FNo tickets will be sold to Chinese spectators for the Winter Olympics in Beijing, which begin on February 4. This was announced by the organizing committee on the games website. “Given the serious and complicated situation of the Covid-19 pandemic, and to ensure the safety of all participants and spectators, it has been decided that tickets will no longer be sold but will become part of an adapted program through which groups of spectators will be invited to to be present on site during the games.”

The International Olympic Committee said on request that it welcomes the fact that invited spectators will be present at the competitions. “We respect the final spectator strategy in the interest of safe games for all,” the organization’s press department wrote on Monday evening.

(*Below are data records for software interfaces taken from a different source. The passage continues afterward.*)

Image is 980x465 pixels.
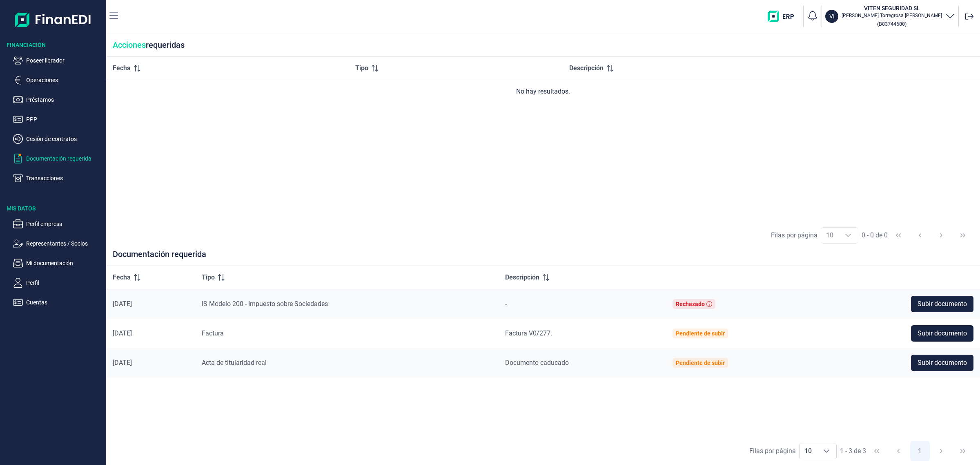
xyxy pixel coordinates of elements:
button: Subir documento [911,355,974,371]
div: [DATE] [112,359,189,367]
div: requeridas [106,34,980,57]
img: erp [768,11,800,22]
button: VIVITEN SEGURIDAD SL[PERSON_NAME] Torregrosa [PERSON_NAME](B83744680) [826,4,955,29]
p: Cuentas [26,298,103,307]
button: Last Page [953,441,973,461]
small: Copiar cif [877,21,906,27]
span: - [505,300,507,308]
div: Rechazado [676,301,705,307]
p: Mi documentación [26,258,103,268]
span: Factura V0/277. [505,330,552,337]
button: Mi documentación [13,258,103,268]
span: Subir documento [918,358,967,368]
span: Descripción [505,273,540,282]
button: Perfil empresa [13,219,103,229]
span: IS Modelo 200 - Impuesto sobre Sociedades [201,300,328,308]
button: Next Page [932,441,951,461]
div: Filas por página [771,230,817,240]
span: Descripción [569,64,604,73]
img: Logo de aplicación [15,6,92,32]
span: 1 - 3 de 3 [840,448,866,455]
button: Cesión de contratos [13,134,103,144]
button: Poseer librador [13,55,103,66]
p: Representantes / Socios [26,239,103,249]
div: Pendiente de subir [676,330,725,337]
div: Documentación requerida [106,249,980,266]
button: First Page [888,226,908,246]
span: Acciones [112,40,146,50]
span: Acta de titularidad real [201,359,267,366]
button: Operaciones [13,75,103,85]
button: Representantes / Socios [13,239,103,249]
span: 10 [800,443,817,459]
button: Page 1 [910,441,930,461]
button: Perfil [13,278,103,288]
div: Choose [838,228,858,243]
p: Documentación requerida [26,154,103,163]
button: Previous Page [910,226,930,246]
div: [DATE] [112,330,189,338]
span: Tipo [355,64,369,73]
span: Tipo [201,273,215,282]
p: [PERSON_NAME] Torregrosa [PERSON_NAME] [841,12,942,19]
button: Préstamos [13,95,103,104]
div: Pendiente de subir [676,359,725,366]
div: [DATE] [112,300,189,308]
p: Operaciones [26,75,103,85]
button: Previous Page [888,441,908,461]
div: Choose [817,443,836,459]
p: VI [829,12,834,20]
p: PPP [26,115,103,124]
button: Documentación requerida [13,154,103,163]
span: Documento caducado [505,359,569,366]
button: Transacciones [13,173,103,183]
span: Fecha [112,273,131,282]
p: Perfil [26,278,103,288]
span: Subir documento [918,329,967,338]
p: Préstamos [26,95,103,104]
div: No hay resultados. [112,87,974,97]
h3: VITEN SEGURIDAD SL [841,4,942,12]
button: Cuentas [13,298,103,307]
p: Poseer librador [26,55,103,66]
p: Perfil empresa [26,219,103,229]
button: PPP [13,115,103,124]
button: Last Page [953,226,973,246]
button: Next Page [932,226,951,246]
span: 0 - 0 de 0 [862,232,888,239]
button: First Page [867,441,887,461]
div: Filas por página [749,447,796,456]
span: Subir documento [918,299,967,309]
span: Fecha [112,64,131,73]
button: Subir documento [911,296,974,312]
p: Cesión de contratos [26,134,103,144]
p: Transacciones [26,173,103,183]
button: Subir documento [911,325,974,342]
span: Factura [201,330,224,337]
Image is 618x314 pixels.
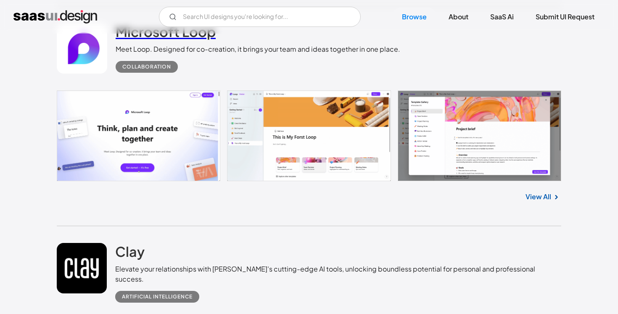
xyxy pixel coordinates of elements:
[122,292,193,302] div: Artificial Intelligence
[13,10,97,24] a: home
[480,8,524,26] a: SaaS Ai
[115,243,145,260] h2: Clay
[115,264,562,284] div: Elevate your relationships with [PERSON_NAME]'s cutting-edge AI tools, unlocking boundless potent...
[526,192,552,202] a: View All
[159,7,361,27] input: Search UI designs you're looking for...
[122,62,171,72] div: Collaboration
[159,7,361,27] form: Email Form
[526,8,605,26] a: Submit UI Request
[439,8,479,26] a: About
[392,8,437,26] a: Browse
[116,44,401,54] div: Meet Loop. Designed for co-creation, it brings your team and ideas together in one place.
[116,23,216,44] a: Microsoft Loop
[115,243,145,264] a: Clay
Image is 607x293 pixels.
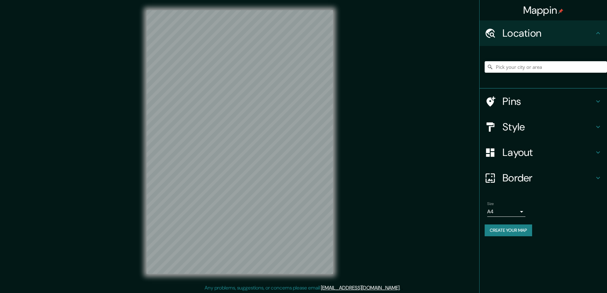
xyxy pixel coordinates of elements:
[523,4,563,17] h4: Mappin
[479,89,607,114] div: Pins
[502,120,594,133] h4: Style
[479,114,607,139] div: Style
[550,268,600,286] iframe: Help widget launcher
[502,146,594,159] h4: Layout
[204,284,400,291] p: Any problems, suggestions, or concerns please email .
[502,27,594,39] h4: Location
[502,171,594,184] h4: Border
[487,206,525,217] div: A4
[401,284,403,291] div: .
[502,95,594,108] h4: Pins
[487,201,494,206] label: Size
[484,224,532,236] button: Create your map
[479,139,607,165] div: Layout
[479,20,607,46] div: Location
[479,165,607,190] div: Border
[558,9,563,14] img: pin-icon.png
[146,10,333,274] canvas: Map
[484,61,607,73] input: Pick your city or area
[321,284,399,291] a: [EMAIL_ADDRESS][DOMAIN_NAME]
[400,284,401,291] div: .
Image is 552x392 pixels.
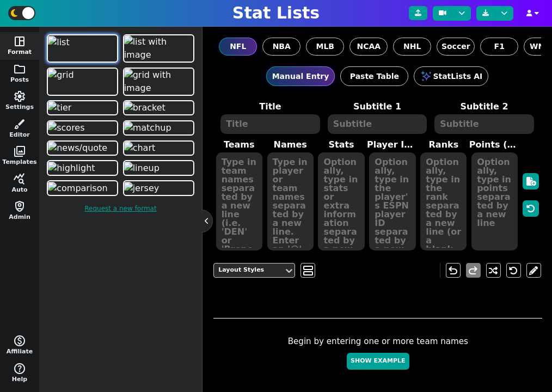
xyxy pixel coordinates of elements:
span: F1 [494,41,505,52]
span: MLB [317,41,335,52]
button: Show Example [347,353,409,370]
img: jersey [124,182,159,195]
button: undo [446,263,461,278]
label: Subtitle 1 [324,100,430,113]
img: lineup [124,162,159,175]
img: chart [124,141,156,154]
img: bracket [124,102,165,115]
img: list [48,36,70,49]
img: grid [48,69,73,82]
label: Subtitle 2 [430,100,538,113]
div: Layout Styles [218,266,279,275]
span: monetization_on [13,334,26,347]
label: Ranks [418,138,470,152]
img: news/quote [48,141,107,154]
img: scores [48,122,84,135]
span: NCAA [357,41,380,52]
label: Title [217,100,323,113]
span: NFL [230,41,246,52]
span: redo [467,264,480,277]
a: Request a new format [45,198,196,219]
img: list with image [124,36,194,62]
label: Names [265,138,316,152]
img: comparison [48,182,107,195]
span: NBA [273,41,291,52]
div: Begin by entering one or more team names [214,336,542,376]
label: Player ID/Image URL [367,138,418,152]
img: grid with image [124,69,194,95]
button: StatLists AI [414,67,489,86]
span: space_dashboard [13,35,26,48]
label: Points (< 8 teams) [470,138,520,152]
span: Soccer [441,41,470,52]
span: undo [446,264,459,277]
img: highlight [48,162,95,175]
img: tier [48,102,71,115]
span: help [13,362,26,376]
span: NHL [404,41,421,52]
span: settings [13,90,26,103]
span: brush [13,117,26,130]
img: matchup [124,122,172,135]
h1: Stat Lists [233,3,320,23]
button: redo [466,263,481,278]
label: Stats [316,138,367,152]
button: Paste Table [341,67,409,86]
span: shield_person [13,200,26,213]
span: folder [13,62,26,76]
label: Teams [214,138,265,152]
button: Manual Entry [266,67,336,86]
span: photo_library [13,145,26,158]
span: query_stats [13,172,26,185]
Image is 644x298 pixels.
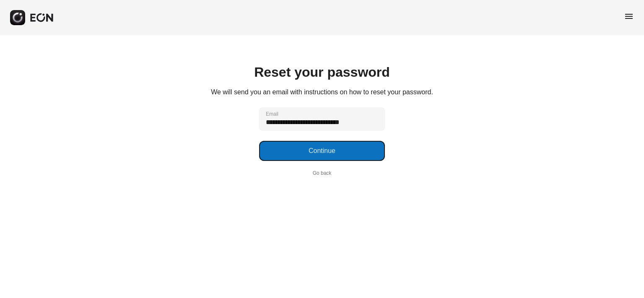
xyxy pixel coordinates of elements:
a: Go back [312,171,332,176]
span: menu [624,11,634,21]
p: We will send you an email with instructions on how to reset your password. [211,87,433,98]
h1: Reset your password [211,67,433,77]
button: Continue [259,141,385,161]
label: Email [266,111,278,118]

The hosts had already decided at the end of September that no foreign spectators would be allowed to attend the games. The organizers, to whom the IOC referred on this issue, did not provide any further information as to who would be among the invited viewer groups. The participants in the Winter Games, which end on February 20th, and the Paralympics, which are scheduled to take place from March 4th to 13th, are kept strictly away from the Chinese public and are only allowed to move within so-called closed loops from their accommodation to the Olympic sites and back and can only move in the shuttle traffic set up for the games. Fully vaccinated athletes must present two negative PCR test results before departure in their home country and are checked for Covid-19 by PCR tests every day in Beijing. Unvaccinated athletes must go through a 21-day quarantine in Beijing.

Over the weekend, authorities in the host city made public that the omicron variant of the coronavirus had reached the Chinese capital. So far, there has been talk of one positive case in Beijing, which authorities claim is due to contaminated mail from Canada. The mail, quoted the English-language Global Times, was dispatched from Canada on Jan. 7 and reached Beijing on Jan. 11, after being transported through the United States and onward via Hong Kong.

No tickets were already on sale for the summer games in Tokyo, which were postponed to summer 2021; Japanese spectators were only able to watch the track cyclists’ competitions at the Izu Velodrome, 120 kilometers from the Japanese capital.